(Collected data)
※ ※ ※

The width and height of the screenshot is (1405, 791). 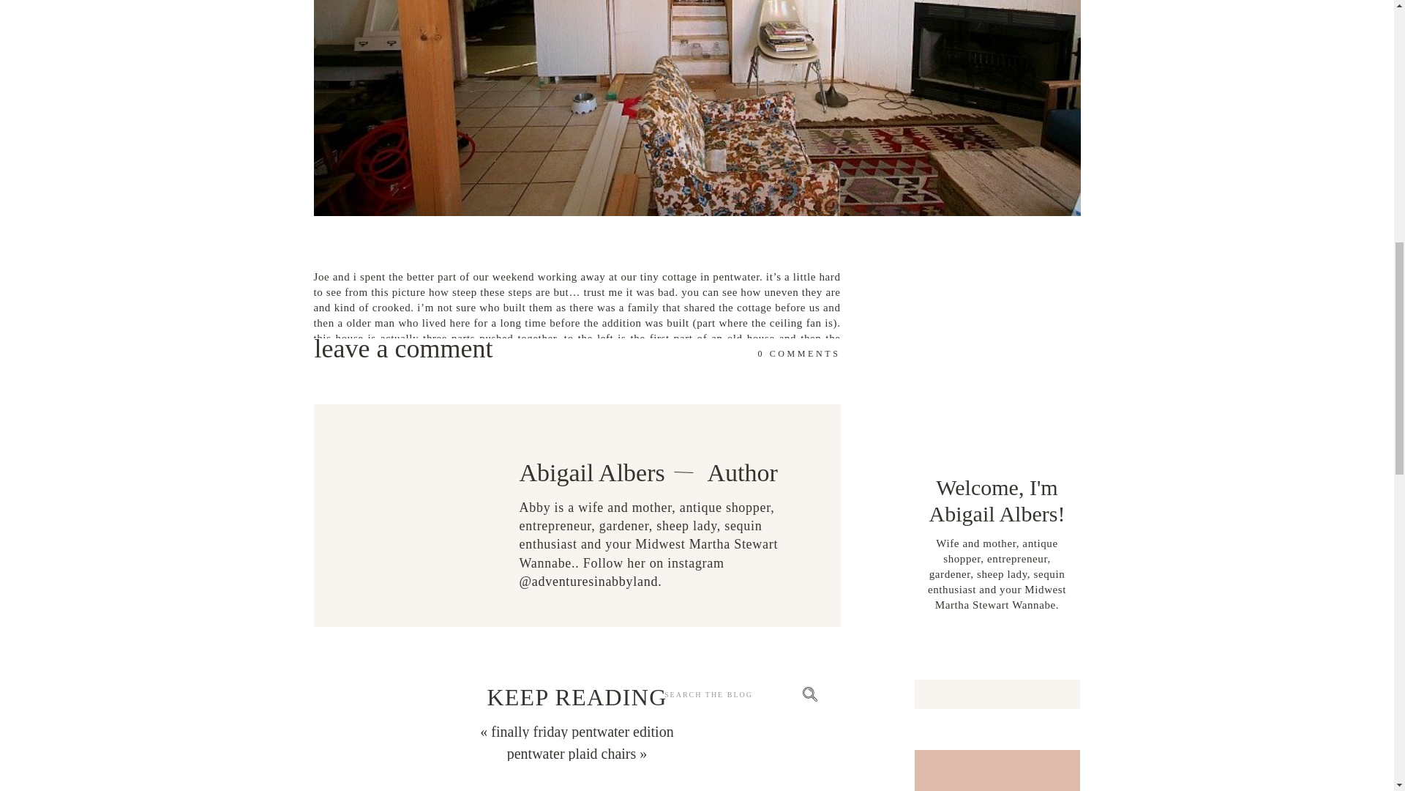 What do you see at coordinates (577, 694) in the screenshot?
I see `pentwater steps` at bounding box center [577, 694].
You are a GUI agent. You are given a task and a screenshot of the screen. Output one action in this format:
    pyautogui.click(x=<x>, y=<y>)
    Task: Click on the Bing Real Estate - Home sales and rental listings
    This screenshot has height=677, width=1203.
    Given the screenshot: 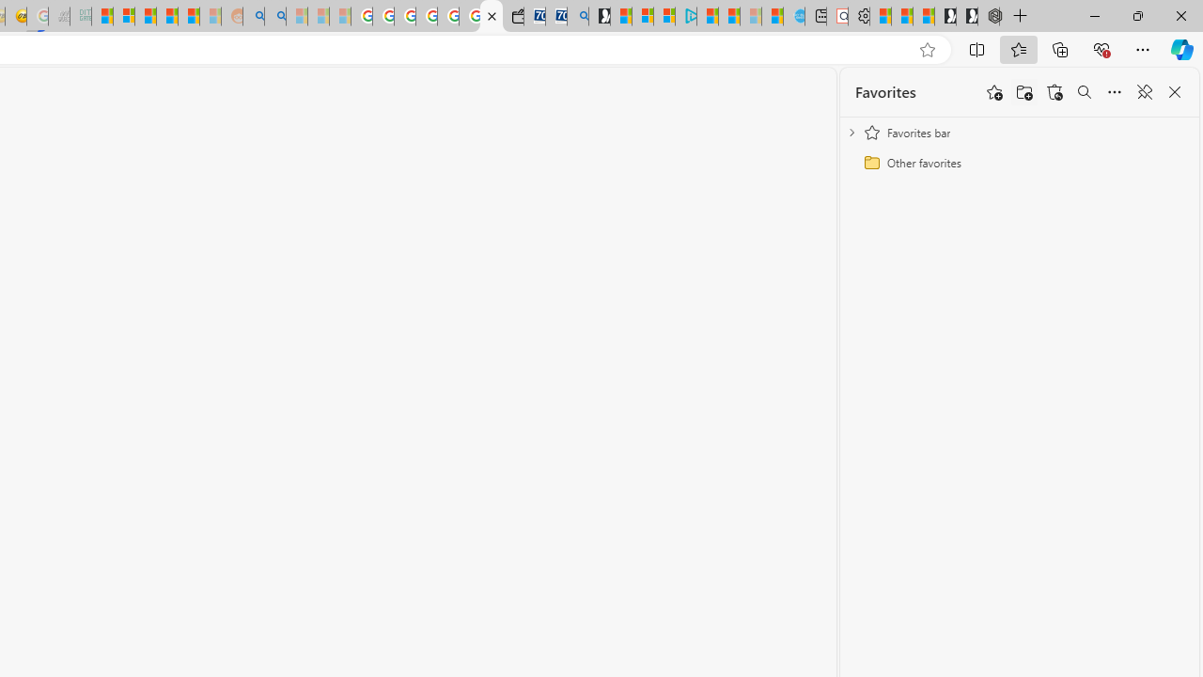 What is the action you would take?
    pyautogui.click(x=577, y=17)
    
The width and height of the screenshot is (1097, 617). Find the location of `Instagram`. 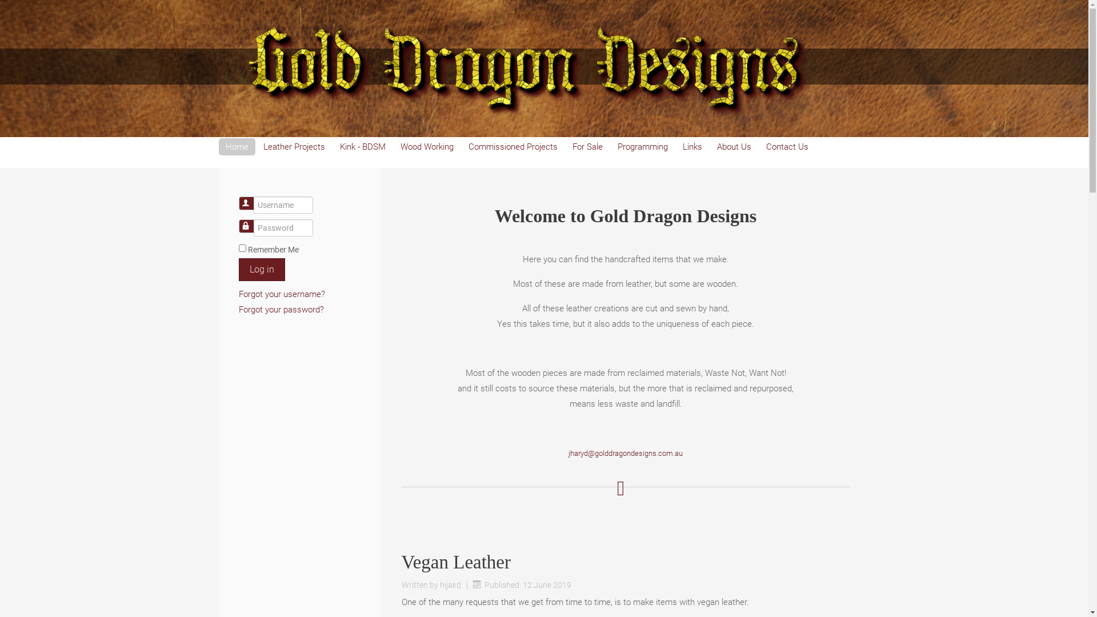

Instagram is located at coordinates (844, 31).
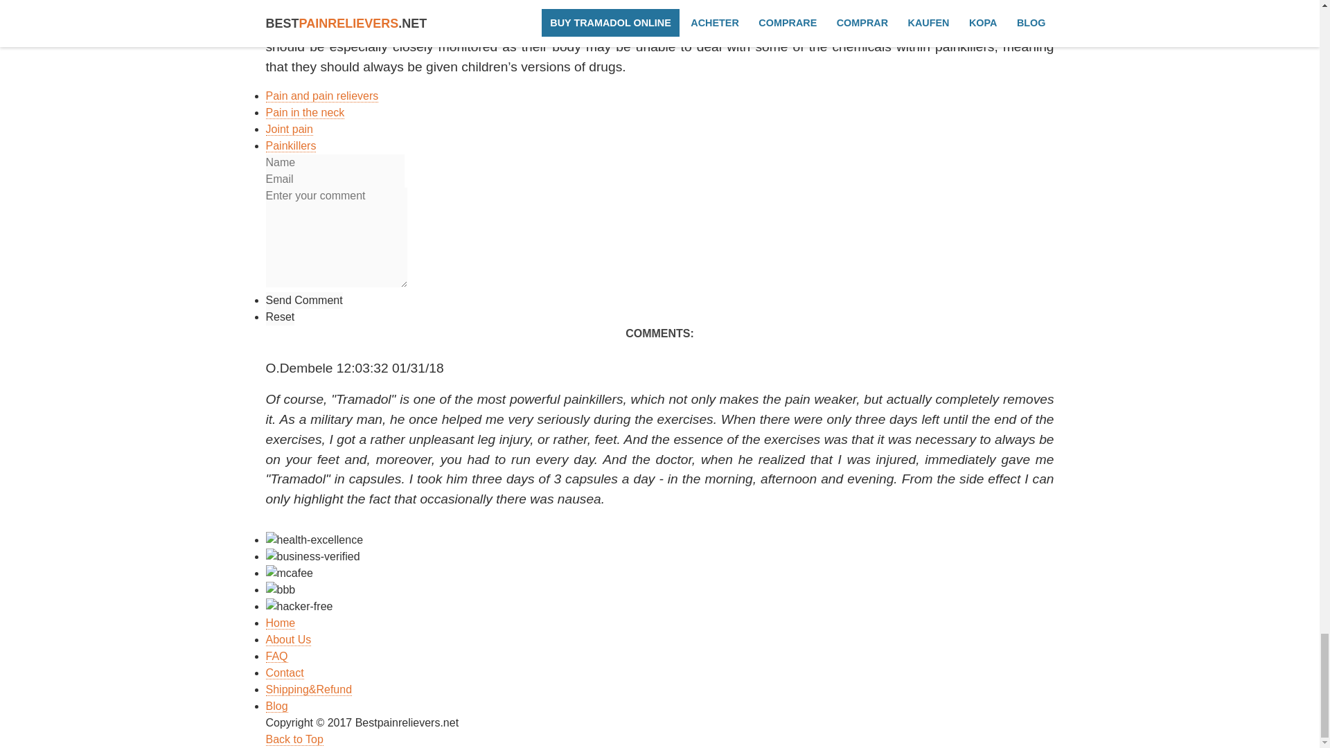 The width and height of the screenshot is (1330, 748). I want to click on Pain in the neck, so click(305, 112).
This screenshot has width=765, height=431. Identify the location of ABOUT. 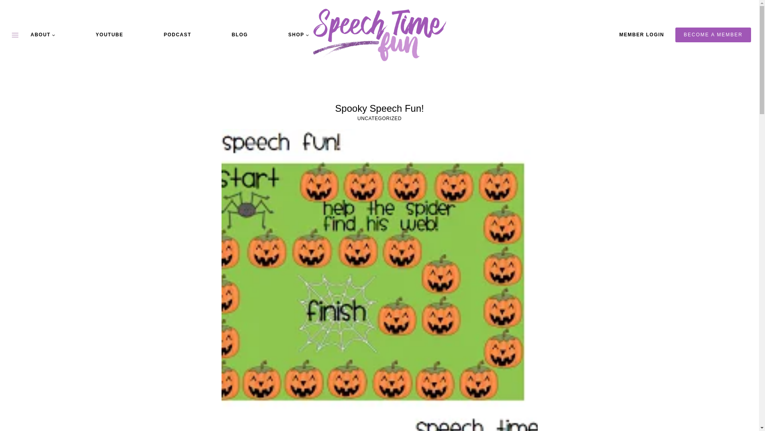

※ ※ ※

(Exercise description)
The lines from the one containing "The width and height of the screenshot is (1097, 617)." to the last line of the records, both included: print exactly those and nothing else, leaving out any pictures.

(Answer to this problem)
The width and height of the screenshot is (1097, 617). Find the location of `Instagram`. 

Instagram is located at coordinates (844, 31).
 The width and height of the screenshot is (1330, 748). I want to click on Pain in the neck, so click(305, 112).
This screenshot has width=765, height=431. Identify the location of ABOUT. 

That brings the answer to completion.